12 May 2005

PR BACK ON THE AGENDA - 2

I've been convinced of the case for proportional representation for a long time, and I'm heartened that yesterday evening's Make Votes Count meeting in Westminster was well attended and enthusiastic (click here for Anthony Barnett's take on it).

But I'm also aware of just how difficult it will be to persuade any ruling party of its merits. In the 1980s and early 1990s, the Tories simply blanked the issue, and Labour since 1997 has taken pretty much the same line. Obviously, a change in the voting sytem for the Commons requires a government to legislate it. But turkeys, to use the old cliche, don't vote for Christmas.

Labour support for electoral reform, as the Independent reminded us this week, is at an all-time high – though its figure of 100 MPs in the reform lobby conflates enthusiasts for PR and backers of the alternative vote, which is not remotely a PR system.

But the antipathy to any change at all remains strong at the top of the parliamentary Labour Party (click here for Jack Straw in the Guardian today), and there is little indication that either Tony Blair or Gordon Brown has suddenly embraced PR – not even the compromise version advocated by Lord Jenkins in his long-forgotten first-term report. The Tories for the most part remain antipathetic, and the Lib Dems want a single-transferable vote system that, well, hardly anyone else would back.

The upshot is that, despite the renewed interest in electoral reform as a result of last week's election result, which saw Labour win a large majority on just 36 per cent of the popular vote, it's no clearer than ever how it could come about. In my dreams, I see Blair and Brown suddenly realising that a PR referendum right now would be a brilliant way of restoring legitimacy to the democratic process (which would also do serious damage to the Tories' prospects of ever winning a majority on their own). But in the cold light of day I reckon the cause will have to wait until there's a hung parliament.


• [Task brief]: Lines with the word "name" in them are the ones to copy from the records.

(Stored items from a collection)
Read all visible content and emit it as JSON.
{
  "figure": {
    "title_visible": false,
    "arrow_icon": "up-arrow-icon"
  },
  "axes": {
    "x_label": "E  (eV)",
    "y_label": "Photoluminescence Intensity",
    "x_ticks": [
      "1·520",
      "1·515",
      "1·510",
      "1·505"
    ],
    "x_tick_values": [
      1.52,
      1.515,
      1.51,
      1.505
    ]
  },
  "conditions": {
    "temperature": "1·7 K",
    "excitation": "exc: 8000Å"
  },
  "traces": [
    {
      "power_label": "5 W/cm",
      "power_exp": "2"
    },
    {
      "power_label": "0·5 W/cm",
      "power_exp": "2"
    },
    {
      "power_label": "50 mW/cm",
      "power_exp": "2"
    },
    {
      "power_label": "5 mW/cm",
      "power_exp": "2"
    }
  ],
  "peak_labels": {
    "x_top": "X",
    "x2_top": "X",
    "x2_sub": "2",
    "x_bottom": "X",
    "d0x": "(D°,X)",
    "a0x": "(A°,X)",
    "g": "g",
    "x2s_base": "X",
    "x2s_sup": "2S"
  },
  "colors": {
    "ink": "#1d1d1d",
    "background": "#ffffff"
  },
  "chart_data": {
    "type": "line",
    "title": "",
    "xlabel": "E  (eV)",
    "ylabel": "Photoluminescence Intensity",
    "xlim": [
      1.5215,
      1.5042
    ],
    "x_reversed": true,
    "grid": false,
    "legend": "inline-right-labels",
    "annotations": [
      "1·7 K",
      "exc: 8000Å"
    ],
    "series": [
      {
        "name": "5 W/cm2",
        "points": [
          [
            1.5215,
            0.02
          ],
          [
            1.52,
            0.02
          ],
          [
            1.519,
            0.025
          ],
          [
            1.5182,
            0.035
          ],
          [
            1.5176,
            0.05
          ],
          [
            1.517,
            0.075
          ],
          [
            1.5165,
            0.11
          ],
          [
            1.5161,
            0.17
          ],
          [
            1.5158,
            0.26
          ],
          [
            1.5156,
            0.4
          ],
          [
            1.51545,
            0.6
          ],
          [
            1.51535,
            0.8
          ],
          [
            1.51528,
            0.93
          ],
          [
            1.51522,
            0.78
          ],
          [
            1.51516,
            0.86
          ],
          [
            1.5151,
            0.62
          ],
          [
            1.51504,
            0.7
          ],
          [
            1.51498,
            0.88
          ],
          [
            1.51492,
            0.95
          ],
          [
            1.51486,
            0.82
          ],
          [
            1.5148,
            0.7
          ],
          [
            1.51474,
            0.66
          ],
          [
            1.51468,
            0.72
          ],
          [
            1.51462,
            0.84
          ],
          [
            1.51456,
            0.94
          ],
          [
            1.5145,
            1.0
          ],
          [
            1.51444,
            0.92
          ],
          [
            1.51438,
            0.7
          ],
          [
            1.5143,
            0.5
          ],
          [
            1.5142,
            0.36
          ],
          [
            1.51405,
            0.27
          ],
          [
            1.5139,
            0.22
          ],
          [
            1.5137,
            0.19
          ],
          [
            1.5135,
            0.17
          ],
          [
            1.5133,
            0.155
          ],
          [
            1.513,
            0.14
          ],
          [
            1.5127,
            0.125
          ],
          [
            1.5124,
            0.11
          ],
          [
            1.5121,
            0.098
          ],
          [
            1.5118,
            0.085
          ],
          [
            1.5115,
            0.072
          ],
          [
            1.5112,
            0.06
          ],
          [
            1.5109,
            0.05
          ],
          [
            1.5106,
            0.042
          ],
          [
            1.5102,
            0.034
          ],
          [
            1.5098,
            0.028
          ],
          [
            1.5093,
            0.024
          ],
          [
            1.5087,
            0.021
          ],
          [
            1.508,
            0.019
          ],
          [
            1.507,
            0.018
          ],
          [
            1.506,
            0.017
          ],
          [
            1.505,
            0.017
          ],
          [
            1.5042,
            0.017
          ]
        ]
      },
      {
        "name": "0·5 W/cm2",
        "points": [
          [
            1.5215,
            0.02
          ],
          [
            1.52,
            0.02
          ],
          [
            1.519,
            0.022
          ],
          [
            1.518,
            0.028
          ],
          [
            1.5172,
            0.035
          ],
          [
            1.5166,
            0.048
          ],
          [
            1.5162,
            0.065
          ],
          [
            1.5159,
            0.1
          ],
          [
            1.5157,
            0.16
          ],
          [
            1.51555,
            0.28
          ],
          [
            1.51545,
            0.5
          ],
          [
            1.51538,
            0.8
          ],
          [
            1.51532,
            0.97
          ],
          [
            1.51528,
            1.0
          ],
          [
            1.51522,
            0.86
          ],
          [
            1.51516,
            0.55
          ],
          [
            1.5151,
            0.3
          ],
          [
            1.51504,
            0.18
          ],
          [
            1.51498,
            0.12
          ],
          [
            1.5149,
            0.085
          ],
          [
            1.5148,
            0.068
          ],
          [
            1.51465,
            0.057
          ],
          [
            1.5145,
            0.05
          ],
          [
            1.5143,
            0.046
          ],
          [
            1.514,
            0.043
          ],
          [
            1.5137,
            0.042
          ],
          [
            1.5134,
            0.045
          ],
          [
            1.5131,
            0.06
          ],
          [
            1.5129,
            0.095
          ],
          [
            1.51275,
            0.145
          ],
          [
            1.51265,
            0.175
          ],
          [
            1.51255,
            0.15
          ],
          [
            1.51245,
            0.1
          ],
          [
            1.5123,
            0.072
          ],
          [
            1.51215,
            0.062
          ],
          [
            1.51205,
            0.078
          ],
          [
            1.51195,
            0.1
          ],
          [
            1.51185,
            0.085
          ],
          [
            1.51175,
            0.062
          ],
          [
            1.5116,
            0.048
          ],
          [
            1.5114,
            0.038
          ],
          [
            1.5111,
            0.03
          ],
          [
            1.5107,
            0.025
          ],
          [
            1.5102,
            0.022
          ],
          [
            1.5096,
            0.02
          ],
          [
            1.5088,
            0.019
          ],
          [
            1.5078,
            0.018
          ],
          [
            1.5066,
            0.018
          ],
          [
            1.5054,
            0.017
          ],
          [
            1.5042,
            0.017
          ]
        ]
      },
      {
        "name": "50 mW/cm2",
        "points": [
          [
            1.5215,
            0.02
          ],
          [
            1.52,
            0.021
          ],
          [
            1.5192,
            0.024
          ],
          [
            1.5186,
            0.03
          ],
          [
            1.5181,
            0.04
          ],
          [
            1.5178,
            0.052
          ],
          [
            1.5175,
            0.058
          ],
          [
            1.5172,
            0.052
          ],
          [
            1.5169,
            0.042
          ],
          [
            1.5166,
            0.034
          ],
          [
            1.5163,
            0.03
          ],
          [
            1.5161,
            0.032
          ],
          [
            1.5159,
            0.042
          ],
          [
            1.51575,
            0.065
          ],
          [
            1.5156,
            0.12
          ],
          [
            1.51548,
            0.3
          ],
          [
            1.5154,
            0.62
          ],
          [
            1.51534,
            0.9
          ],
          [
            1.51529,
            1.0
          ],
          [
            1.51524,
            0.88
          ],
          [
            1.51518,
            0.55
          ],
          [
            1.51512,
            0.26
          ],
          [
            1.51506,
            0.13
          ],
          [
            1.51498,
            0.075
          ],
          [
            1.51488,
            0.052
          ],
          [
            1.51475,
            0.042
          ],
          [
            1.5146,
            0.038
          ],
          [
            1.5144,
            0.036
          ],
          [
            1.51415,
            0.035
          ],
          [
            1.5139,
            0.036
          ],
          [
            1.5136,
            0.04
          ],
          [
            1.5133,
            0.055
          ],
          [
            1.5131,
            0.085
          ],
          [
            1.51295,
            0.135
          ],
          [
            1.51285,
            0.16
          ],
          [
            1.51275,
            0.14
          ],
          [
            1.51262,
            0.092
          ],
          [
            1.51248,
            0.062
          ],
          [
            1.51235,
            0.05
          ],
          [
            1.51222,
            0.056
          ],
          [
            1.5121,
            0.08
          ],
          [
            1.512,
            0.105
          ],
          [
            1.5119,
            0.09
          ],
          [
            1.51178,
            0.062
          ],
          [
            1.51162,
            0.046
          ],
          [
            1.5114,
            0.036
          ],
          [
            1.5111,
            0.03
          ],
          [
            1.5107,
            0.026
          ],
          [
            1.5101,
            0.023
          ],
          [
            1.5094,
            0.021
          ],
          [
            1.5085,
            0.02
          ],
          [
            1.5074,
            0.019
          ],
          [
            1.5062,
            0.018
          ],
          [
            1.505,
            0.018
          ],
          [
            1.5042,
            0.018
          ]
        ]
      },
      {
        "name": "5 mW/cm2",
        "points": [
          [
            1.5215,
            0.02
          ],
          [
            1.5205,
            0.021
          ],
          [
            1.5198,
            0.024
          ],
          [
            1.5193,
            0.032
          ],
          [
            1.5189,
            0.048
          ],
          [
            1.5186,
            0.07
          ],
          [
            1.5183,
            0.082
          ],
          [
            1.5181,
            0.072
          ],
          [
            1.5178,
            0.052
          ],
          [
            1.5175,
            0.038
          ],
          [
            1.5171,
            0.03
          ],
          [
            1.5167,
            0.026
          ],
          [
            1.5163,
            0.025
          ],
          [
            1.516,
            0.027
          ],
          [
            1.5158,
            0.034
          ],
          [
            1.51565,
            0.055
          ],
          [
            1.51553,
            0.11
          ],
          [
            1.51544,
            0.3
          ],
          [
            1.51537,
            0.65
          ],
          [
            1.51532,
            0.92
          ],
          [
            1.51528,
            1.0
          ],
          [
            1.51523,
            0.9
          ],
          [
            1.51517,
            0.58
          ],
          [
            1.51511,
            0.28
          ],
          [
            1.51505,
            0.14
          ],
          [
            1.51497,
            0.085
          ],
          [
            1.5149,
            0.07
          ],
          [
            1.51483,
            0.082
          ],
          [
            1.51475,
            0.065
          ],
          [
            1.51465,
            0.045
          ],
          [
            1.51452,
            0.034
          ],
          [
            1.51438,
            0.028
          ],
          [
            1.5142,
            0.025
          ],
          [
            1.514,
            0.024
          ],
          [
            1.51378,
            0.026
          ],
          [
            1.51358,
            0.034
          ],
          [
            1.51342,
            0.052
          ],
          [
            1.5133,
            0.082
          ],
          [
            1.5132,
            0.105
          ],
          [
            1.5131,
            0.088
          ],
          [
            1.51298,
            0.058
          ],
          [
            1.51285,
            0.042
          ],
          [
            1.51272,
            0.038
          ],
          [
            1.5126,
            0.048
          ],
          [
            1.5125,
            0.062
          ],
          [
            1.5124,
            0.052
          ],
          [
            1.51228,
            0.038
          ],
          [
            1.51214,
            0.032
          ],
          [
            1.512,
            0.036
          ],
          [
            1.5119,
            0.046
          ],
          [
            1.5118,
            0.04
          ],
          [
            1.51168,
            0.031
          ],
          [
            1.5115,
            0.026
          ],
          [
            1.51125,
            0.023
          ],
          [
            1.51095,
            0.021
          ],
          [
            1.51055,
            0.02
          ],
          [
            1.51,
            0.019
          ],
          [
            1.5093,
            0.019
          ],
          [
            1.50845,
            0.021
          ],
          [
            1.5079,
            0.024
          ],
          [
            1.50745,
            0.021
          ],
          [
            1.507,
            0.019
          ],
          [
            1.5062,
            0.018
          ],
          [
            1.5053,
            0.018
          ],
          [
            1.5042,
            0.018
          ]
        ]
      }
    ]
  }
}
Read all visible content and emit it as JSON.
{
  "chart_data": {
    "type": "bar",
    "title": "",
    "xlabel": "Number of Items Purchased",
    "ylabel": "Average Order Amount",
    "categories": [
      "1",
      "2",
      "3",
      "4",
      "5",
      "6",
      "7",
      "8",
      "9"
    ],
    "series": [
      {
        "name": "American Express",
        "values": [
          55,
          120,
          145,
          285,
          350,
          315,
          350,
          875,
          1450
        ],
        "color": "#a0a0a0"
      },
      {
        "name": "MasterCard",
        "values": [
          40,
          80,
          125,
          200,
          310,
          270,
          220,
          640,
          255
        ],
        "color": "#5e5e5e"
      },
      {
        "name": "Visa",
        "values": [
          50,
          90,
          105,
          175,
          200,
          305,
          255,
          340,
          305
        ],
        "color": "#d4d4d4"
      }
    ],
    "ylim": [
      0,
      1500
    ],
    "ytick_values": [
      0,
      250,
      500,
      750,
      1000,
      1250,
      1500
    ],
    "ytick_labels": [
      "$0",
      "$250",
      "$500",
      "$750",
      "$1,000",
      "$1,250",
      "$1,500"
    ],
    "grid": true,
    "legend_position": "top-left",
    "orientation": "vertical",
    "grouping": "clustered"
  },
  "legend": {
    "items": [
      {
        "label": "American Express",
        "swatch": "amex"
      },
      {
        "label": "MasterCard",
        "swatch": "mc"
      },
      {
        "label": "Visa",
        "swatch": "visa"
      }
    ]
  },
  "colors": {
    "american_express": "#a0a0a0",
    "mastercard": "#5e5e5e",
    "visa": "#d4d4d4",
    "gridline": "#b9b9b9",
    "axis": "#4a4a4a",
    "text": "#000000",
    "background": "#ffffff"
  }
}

• [Task output]:
        "name": "5 W/cm2",
        "name": "0·5 W/cm2",
        "name": "50 mW/cm2",
        "name": "5 mW/cm2",
        "name": "American Express",
        "name": "MasterCard",
        "name": "Visa",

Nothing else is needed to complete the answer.